Emma Jones CBE calls on the next Prime Minister to spend more with small businesses to stimulate growth

Emma Jones CBE calls on the next Prime Minister to spend more with small businesses to stimulate growth

Emma Jones CBE calls on the next Prime Minister to spend more with small businesses to stimulate growth

Emma Jones CBE is the founder and chief executive of small business network and business support provider Enterprise Nation.

She says the next Prime Minister must rethink procurement which can be life-changing for small businesses. 

Right now, the UK’s 5.5m-strong SME community is placing a forensic focus on the economic pledges offered by the candidates in the Tory leadership race.

Corporation Tax increases, Corporation Tax cuts, National Insurance rise reversal, a pause on VAT, regional business rate holidays and income tax reductions are all in the mix.

You’d have to be an economist with insomnia to be able to predict which of these totally opposing proposals are going to help grow our economy, in the context of today’s volatile global political system.

But one thing that the next incumbent could do to genuinely unlock economic growth is to dramatically increase spending with UK small businesses.

Procurement, or the Government’s budget for buying the services or products it needs from private sector businesses, accounts for a third of all government spending, and over a tenth of all spending in the economy. 

It ranges from significant advisory support at the highest levels of seniority, buying in security services to stocking crisps in vending machines – and everything in between.

It also includes the services and products purchased at a local level by Councils and Combined Authorities, think school dinners, cleaning services and wheelie bins.

But it’s got a bit of an image problem. Procurement is not the sexy end of the economy. And it very understandably comes under a lot of scrutiny because it’s tax payers’ money. 

But it also means the Government has more power comfortably within its own grasp to unlock economic growth and support the business community than many actually understand.

Rethinking the way it spends and makes those key decisions, is the focus of a new report my company Enterprise Nation has unveiled today. It demonstrates how transforming procurement could help to create a much more dynamic economy that benefits us all.

There are 5.5million SMEs in the UK employing 16million people.

The Government has done a great job of encouraging the growth of the UK’s start-up and small business ecosystem. 

The next logical step is to play a role in their growth, by ensuring they are buying from them, either directly, via consortiums or through larger businesses that make a point of working in partnership with small firms.

The reality is that working with government can be a life-changing experience for smaller businesses. It can provide them with opportunities that can lead to sustainable and significant scale. 

With a government contract in place, businesses can confidently employ more people, innovate and grow. It can lead to investment and productivity gains. These are words we’re very used to hearing echoing down the corridors of power.

So why isn’t this happening already? 

Access all Areas: Government, found that despite policy ambition to increase spending with SMEs to 25 per cent, over the past five years the Government had managed to spend just 10 per cent of its total procurement budget directly with small businesses.

The report we commissioned from think tank The Entrepreneurs Network analysed fresh data from government tenders and data provider Tussell. 

It found that the inability to dial up direct spend was partly down to the lack of information the Government holds about how the small business community operates – and how they can be helped.

As a consequence, the system requires a lot of unnecessary bureaucracy, which is vastly easier for larger firms to cope with. 

Most SMEs do not have the slack to dedicate staff time and resources to searching for procurement opportunities or filling out arduously long tenders.

The report shows a significant reduction in bureaucracy could help to turn the dial on small business growth, something that is crucial to the long-term health of our economy.

If the next Prime Minister really wants to help small businesses, they should read our report and spend, spend, spend with SMEs.

Recommendations to increase spend with SMEs

· Publish pipelines earlyPublic bodies should post a pipeline of contracts that are likely to come up. For example, the government knows that if it has cleaning services for their buildings and has negotiated a two-year contract, it will want some form of cleaning services again in two years’ time.

· Improve pre-procurement consortium building: Provide a platform which can allow businesses to connect with each other so that they can decide to submit bids together and/or with large tier one suppliers.

· Establish a pro-innovation culture: Look for indicators other than history of procurement to deduce ability to deliver on scale. This could include things such as some staff have worked on large projects or if the company has managed to scale quickly.

· Write bids in a way that allows for more innovative solutions: Procurement teams should avoid writing tenders in a too narrow format. Instead of procuring for ‘a local library’ they should instead consider writing a tender for ‘a way of giving local people access to a broad catalogue of books’ and see what solutions firms offer to their problems.

· Decrease bureaucracy: Dynamic procurement allows companies to submit information about their company once, which then makes them eligible for all contracts of a certain type. On this, we welcome news of the single sign-on referenced in the Procurement Bill now going through parliament.

· Stick with one method of publishing SME spending: Government should establish one method of measuring the proportion of procurement budgets going towards SMEs and stick with it.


**Instructions to follow:** Whenever a line in the records below holds the string "Inspection", copy it out.

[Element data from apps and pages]
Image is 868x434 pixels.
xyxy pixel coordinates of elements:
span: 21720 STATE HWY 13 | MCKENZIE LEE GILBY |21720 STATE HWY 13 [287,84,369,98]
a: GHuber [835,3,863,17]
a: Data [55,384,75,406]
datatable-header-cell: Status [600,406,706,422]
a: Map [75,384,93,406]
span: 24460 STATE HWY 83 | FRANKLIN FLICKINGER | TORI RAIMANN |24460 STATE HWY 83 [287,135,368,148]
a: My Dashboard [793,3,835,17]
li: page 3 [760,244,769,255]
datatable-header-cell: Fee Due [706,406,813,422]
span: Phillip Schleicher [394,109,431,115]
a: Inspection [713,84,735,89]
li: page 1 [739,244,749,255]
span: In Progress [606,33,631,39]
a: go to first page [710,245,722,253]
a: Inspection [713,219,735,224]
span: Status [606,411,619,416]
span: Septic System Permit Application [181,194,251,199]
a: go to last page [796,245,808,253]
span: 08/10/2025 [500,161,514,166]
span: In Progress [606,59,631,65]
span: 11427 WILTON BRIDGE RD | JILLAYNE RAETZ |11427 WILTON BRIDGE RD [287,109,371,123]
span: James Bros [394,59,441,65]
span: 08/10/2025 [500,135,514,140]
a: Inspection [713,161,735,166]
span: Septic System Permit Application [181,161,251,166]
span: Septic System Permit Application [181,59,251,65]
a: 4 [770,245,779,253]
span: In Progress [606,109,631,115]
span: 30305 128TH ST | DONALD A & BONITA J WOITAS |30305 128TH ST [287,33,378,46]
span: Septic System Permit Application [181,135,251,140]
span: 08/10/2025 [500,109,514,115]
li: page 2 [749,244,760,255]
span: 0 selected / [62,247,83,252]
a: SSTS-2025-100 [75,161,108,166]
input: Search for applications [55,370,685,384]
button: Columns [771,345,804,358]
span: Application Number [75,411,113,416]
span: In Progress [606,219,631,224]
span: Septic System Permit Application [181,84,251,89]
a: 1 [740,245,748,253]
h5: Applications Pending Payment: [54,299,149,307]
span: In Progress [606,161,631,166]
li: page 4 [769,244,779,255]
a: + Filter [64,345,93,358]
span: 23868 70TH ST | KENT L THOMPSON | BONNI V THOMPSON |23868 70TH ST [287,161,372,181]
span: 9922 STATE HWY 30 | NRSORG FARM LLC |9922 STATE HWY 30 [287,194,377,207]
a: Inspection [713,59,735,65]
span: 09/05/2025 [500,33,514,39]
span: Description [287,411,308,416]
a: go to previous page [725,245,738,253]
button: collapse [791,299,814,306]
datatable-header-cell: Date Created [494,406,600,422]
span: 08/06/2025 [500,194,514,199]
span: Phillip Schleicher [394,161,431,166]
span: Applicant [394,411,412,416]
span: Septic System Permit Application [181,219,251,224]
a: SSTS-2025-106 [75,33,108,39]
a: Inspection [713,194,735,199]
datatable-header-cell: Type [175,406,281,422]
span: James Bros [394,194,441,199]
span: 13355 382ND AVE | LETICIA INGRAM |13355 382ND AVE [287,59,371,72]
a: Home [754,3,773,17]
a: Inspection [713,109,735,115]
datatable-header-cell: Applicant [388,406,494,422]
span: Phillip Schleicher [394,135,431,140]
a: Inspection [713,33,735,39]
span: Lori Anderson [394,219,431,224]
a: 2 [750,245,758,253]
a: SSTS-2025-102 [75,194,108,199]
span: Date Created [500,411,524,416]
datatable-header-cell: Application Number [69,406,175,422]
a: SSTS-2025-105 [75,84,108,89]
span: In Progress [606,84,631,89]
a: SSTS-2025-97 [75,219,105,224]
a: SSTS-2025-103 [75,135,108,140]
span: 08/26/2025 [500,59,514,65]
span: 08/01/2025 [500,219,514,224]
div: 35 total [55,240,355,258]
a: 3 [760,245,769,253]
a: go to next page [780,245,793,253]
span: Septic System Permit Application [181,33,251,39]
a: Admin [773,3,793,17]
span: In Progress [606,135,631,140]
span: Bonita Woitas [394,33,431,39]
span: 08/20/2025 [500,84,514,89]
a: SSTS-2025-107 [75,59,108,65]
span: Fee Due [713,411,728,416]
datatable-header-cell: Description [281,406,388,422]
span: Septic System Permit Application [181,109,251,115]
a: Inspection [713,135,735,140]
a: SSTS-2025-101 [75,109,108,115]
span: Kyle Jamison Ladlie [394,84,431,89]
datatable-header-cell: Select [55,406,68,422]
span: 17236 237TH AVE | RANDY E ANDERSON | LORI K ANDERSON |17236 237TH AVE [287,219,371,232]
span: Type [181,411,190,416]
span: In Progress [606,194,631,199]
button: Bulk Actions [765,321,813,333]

**Answer below:**
a: Inspection [713,84,735,89]
a: Inspection [713,219,735,224]
a: Inspection [713,161,735,166]
a: Inspection [713,59,735,65]
a: Inspection [713,194,735,199]
a: Inspection [713,109,735,115]
a: Inspection [713,33,735,39]
a: Inspection [713,135,735,140]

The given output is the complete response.